AI is already a part of the health care landscape. It’s embedded in apps for fitness, nutrition, and health. But it will not – or shouldn’t replace the human touch.
The conclusion was a part of the discussion on ‘Embracing AI in order to create a step change in health and well-being at work’, held last week at the MAD World Festival of Workplace Culture and Employee Health and Wellbeing.
Kevin Lyons was the senior HR manager and AI Champion at Pearson. Kris Ambler is the workforce lead for British Association for Counselling and Psychotherapy.
Lyons said that AI was driving technologies like virtual health assistants, and making interventions and support more personalized. “There is still much to do and AI is constantly learning,” said Lyons.
Ambler acknowledged that it was already proving to be invaluable in areas like digital triage, which helps to lower barriers of access, and relieves pressure on services, therapists, allowing them to devote more time to treatment. He said that it was a good addition, but not a replacement.
Lyons addressed the concern that AI might take away jobs. He said: “We must be clear that AI will take over jobs. It will do the mundane jobs.”
“But remember that 60% of the roles in 1940 do not exist today. There will be new roles. The human race will use their skills in a different way. AI will get better, better and even better as it learns,” he said.
Ambler highlighted that a nuanced understanding is always needed, particularly in a field such as counselling. For example, to understand the difference between an adamant ‘no,’ and one that actually means ‘yes, please help me.’
We are all human, so we have limitations. He said that we must be careful and aware of these limitations.
“I don’t know if we can stop something that’s already been released from the bottle.” Lyons added, “The genie has already escaped the bottle.”
Lyons also noted that experts agree AI will eventually surpass humans in intelligence. “Is AI something to be feared or an enemy?
“Or do we need to put guardrails in place around it? “I’m of the opinion that you should create guardrails and frameworks around it, then let AI do what it does best, and bring that learning, unification, and blending knowledge,” he said.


Repeat the whole listing word for word, skipping pictures.
-- INPUT FOR THIS TASK follows --
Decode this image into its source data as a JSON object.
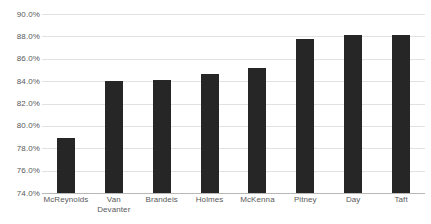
{
  "chart_data": {
    "type": "bar",
    "title": "",
    "subtitle": "",
    "xlabel": "",
    "ylabel": "",
    "categories": [
      "McReynolds",
      "Van Devanter",
      "Brandeis",
      "Holmes",
      "McKenna",
      "Pitney",
      "Day",
      "Taft"
    ],
    "values": [
      78.9,
      84.0,
      84.1,
      84.6,
      85.2,
      87.8,
      88.1,
      88.1
    ],
    "ylim": [
      74.0,
      90.0
    ],
    "ytick_step": 2.0,
    "ytick_labels": [
      "90.0%",
      "88.0%",
      "86.0%",
      "84.0%",
      "82.0%",
      "80.0%",
      "78.0%",
      "76.0%",
      "74.0%"
    ],
    "ytick_values": [
      90.0,
      88.0,
      86.0,
      84.0,
      82.0,
      80.0,
      78.0,
      76.0,
      74.0
    ],
    "grid": true,
    "grid_axis": "y",
    "legend": false,
    "legend_position": "none",
    "series": [
      {
        "name": "",
        "values": [
          78.9,
          84.0,
          84.1,
          84.6,
          85.2,
          87.8,
          88.1,
          88.1
        ]
      }
    ],
    "annotations": []
  },
  "style": {
    "bar_color": "#262626",
    "gridline_color": "#e2e2e2",
    "axis_color": "#b8b8b8",
    "tick_label_color": "#59595b",
    "background_color": "#ffffff"
  }
}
-- INPUT FOR THIS TASK concluded --
RESULT FOR THIS TASK:
Decode this image into its source data as a JSON object.
{
  "chart_data": {
    "type": "bar",
    "title": "",
    "subtitle": "",
    "xlabel": "",
    "ylabel": "",
    "categories": [
      "McReynolds",
      "Van Devanter",
      "Brandeis",
      "Holmes",
      "McKenna",
      "Pitney",
      "Day",
      "Taft"
    ],
    "values": [
      78.9,
      84.0,
      84.1,
      84.6,
      85.2,
      87.8,
      88.1,
      88.1
    ],
    "ylim": [
      74.0,
      90.0
    ],
    "ytick_step": 2.0,
    "ytick_labels": [
      "90.0%",
      "88.0%",
      "86.0%",
      "84.0%",
      "82.0%",
      "80.0%",
      "78.0%",
      "76.0%",
      "74.0%"
    ],
    "ytick_values": [
      90.0,
      88.0,
      86.0,
      84.0,
      82.0,
      80.0,
      78.0,
      76.0,
      74.0
    ],
    "grid": true,
    "grid_axis": "y",
    "legend": false,
    "legend_position": "none",
    "series": [
      {
        "name": "",
        "values": [
          78.9,
          84.0,
          84.1,
          84.6,
          85.2,
          87.8,
          88.1,
          88.1
        ]
      }
    ],
    "annotations": []
  },
  "style": {
    "bar_color": "#262626",
    "gridline_color": "#e2e2e2",
    "axis_color": "#b8b8b8",
    "tick_label_color": "#59595b",
    "background_color": "#ffffff"
  }
}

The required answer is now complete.